FAQ - List of Casinos in Canada
Yes. This page is the complete CasinosInCanada A-Z directory of active Canadian land-based casino review pages. It is built for fast lookup by casino name or province, while the main land-based casino hub is for broader discovery, city guides, articles and comparison context.
The counter comes from active land-based casino review pages in our Bitrix land-based casino catalogue. When a venue review is added, removed, unpublished or moved to a recognised province or territory, the national directory and province counts update from the same source.
Use this page when you need the complete list: every reviewed land-based casino, grouped alphabetically and by province. Use the main land-based casino page when you want a broader hub with city discovery, popular venues, news, methodology, history and guides before narrowing down to a specific review.
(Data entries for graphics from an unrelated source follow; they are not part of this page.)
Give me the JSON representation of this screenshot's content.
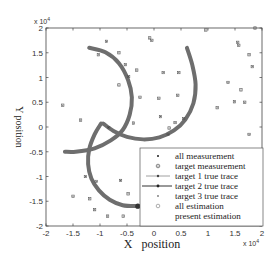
{
  "chart_data": {
    "type": "scatter",
    "title": "",
    "xlabel": "X   position",
    "ylabel": "Y position",
    "xlim": [
      -20000,
      20000
    ],
    "ylim": [
      -20000,
      20000
    ],
    "x_exponent_label": "x 10",
    "x_exponent_power": "4",
    "y_exponent_label": "x 10",
    "y_exponent_power": "4",
    "xticks": [
      -2,
      -1.5,
      -1,
      -0.5,
      0,
      0.5,
      1,
      1.5,
      2
    ],
    "xtick_labels": [
      "-2",
      "-1.5",
      "-1",
      "-0.5",
      "0",
      "0.5",
      "1",
      "1.5",
      "2"
    ],
    "yticks": [
      -2,
      -1.5,
      -1,
      -0.5,
      0,
      0.5,
      1,
      1.5,
      2
    ],
    "ytick_labels": [
      "-2",
      "-1.5",
      "-1",
      "-0.5",
      "0",
      "0.5",
      "1",
      "1.5",
      "2"
    ],
    "grid": false,
    "legend_position": "lower right",
    "legend": [
      "all measurement",
      "target measurement",
      "target 1 true trace",
      "target 2 true trace",
      "target 3 true trace",
      "all estimation",
      "present estimation"
    ],
    "series": [
      {
        "name": "all measurement",
        "marker": "x",
        "points": [
          [
            -16900,
            4400
          ],
          [
            -13600,
            1400
          ],
          [
            -10300,
            14600
          ],
          [
            -8800,
            17300
          ],
          [
            -6500,
            15000
          ],
          [
            -6500,
            8500
          ],
          [
            -5300,
            12600
          ],
          [
            -3800,
            800
          ],
          [
            -2600,
            6000
          ],
          [
            -3200,
            11500
          ],
          [
            -4700,
            10200
          ],
          [
            -800,
            18000
          ],
          [
            -400,
            17500
          ],
          [
            1700,
            11000
          ],
          [
            900,
            5800
          ],
          [
            1200,
            2100
          ],
          [
            2800,
            -200
          ],
          [
            4600,
            11000
          ],
          [
            4400,
            6400
          ],
          [
            2600,
            -1500
          ],
          [
            3900,
            900
          ],
          [
            5500,
            1700
          ],
          [
            9600,
            19600
          ],
          [
            11700,
            3900
          ],
          [
            13700,
            9000
          ],
          [
            15500,
            17100
          ],
          [
            15700,
            16500
          ],
          [
            17600,
            14600
          ],
          [
            18200,
            12200
          ],
          [
            16100,
            7500
          ],
          [
            14900,
            5100
          ],
          [
            16800,
            5000
          ],
          [
            18700,
            20000
          ],
          [
            17600,
            -1500
          ],
          [
            -8400,
            -100
          ],
          [
            -12700,
            -10000
          ],
          [
            -10700,
            -11000
          ],
          [
            -6200,
            -10800
          ],
          [
            -15000,
            -14000
          ],
          [
            -11900,
            -14500
          ],
          [
            -11000,
            -16700
          ],
          [
            -8600,
            -18000
          ],
          [
            -4800,
            -13500
          ],
          [
            -5700,
            -18000
          ]
        ]
      },
      {
        "name": "target 1 true trace",
        "points": [
          [
            -12000,
            16000
          ],
          [
            -9000,
            15100
          ],
          [
            -6500,
            12900
          ],
          [
            -4800,
            9500
          ],
          [
            -4100,
            6000
          ],
          [
            -4500,
            2500
          ],
          [
            -5800,
            -600
          ],
          [
            -8000,
            -2700
          ],
          [
            -11000,
            -4300
          ],
          [
            -14500,
            -5000
          ],
          [
            -16500,
            -5000
          ]
        ]
      },
      {
        "name": "target 2 true trace",
        "points": [
          [
            -9400,
            700
          ],
          [
            -7500,
            -800
          ],
          [
            -5000,
            -2000
          ],
          [
            -2000,
            -2500
          ],
          [
            1000,
            -2100
          ],
          [
            3700,
            -700
          ],
          [
            5800,
            1500
          ],
          [
            7300,
            4800
          ],
          [
            7700,
            8600
          ],
          [
            7100,
            12500
          ],
          [
            6100,
            16000
          ]
        ]
      },
      {
        "name": "target 3 true trace",
        "points": [
          [
            -9800,
            700
          ],
          [
            -11000,
            -1500
          ],
          [
            -12000,
            -4500
          ],
          [
            -12200,
            -7500
          ],
          [
            -11600,
            -10400
          ],
          [
            -10200,
            -12800
          ],
          [
            -8200,
            -14700
          ],
          [
            -5800,
            -15800
          ],
          [
            -3000,
            -16000
          ]
        ]
      },
      {
        "name": "present estimation",
        "points": [
          [
            -3000,
            -16000
          ]
        ]
      }
    ]
  }
}
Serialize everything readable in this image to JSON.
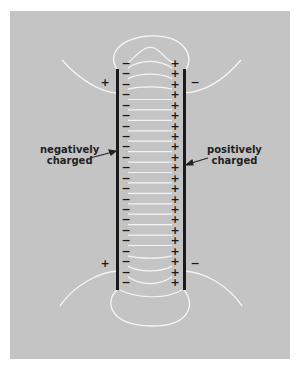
{
  "labels": {
    "left_plate": [
      "negatively",
      "charged"
    ],
    "right_plate": [
      "positively",
      "charged"
    ]
  },
  "charges": {
    "left_plate_symbol": "−",
    "right_plate_symbol": "+",
    "count_per_plate": 22,
    "outer_top_left": "+",
    "outer_top_right": "−",
    "outer_bottom_left": "+",
    "outer_bottom_right": "−"
  },
  "colors": {
    "background": "#c4c4c4",
    "plate": "#1a1a1a",
    "field_line": "#f4f4f4"
  }
}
Canadian casino rules are provincial, so the minimum age, regulator, self-exclusion programme, alcohol rules and venue style can change by province. The province blocks help you open the right local review under the right regulatory context.
Most Canadian provinces require players to be 19 or older. Alberta, Manitoba and Quebec allow casino gambling from age 18. Every venue can ask for government-issued photo ID at entry, even if you are visiting from another province or country.
Where available, our land-based casino reviews include on-site hotels, nearby accommodation, restaurants, gaming-floor details, amenities and moderated player feedback. The goal is to help you plan a real visit, not just identify a casino name.
The land-based casino directory is reviewed quarterly and updated sooner when a casino opens, closes, rebrands, changes operator, moves province grouping or receives a major review update from our editorial team.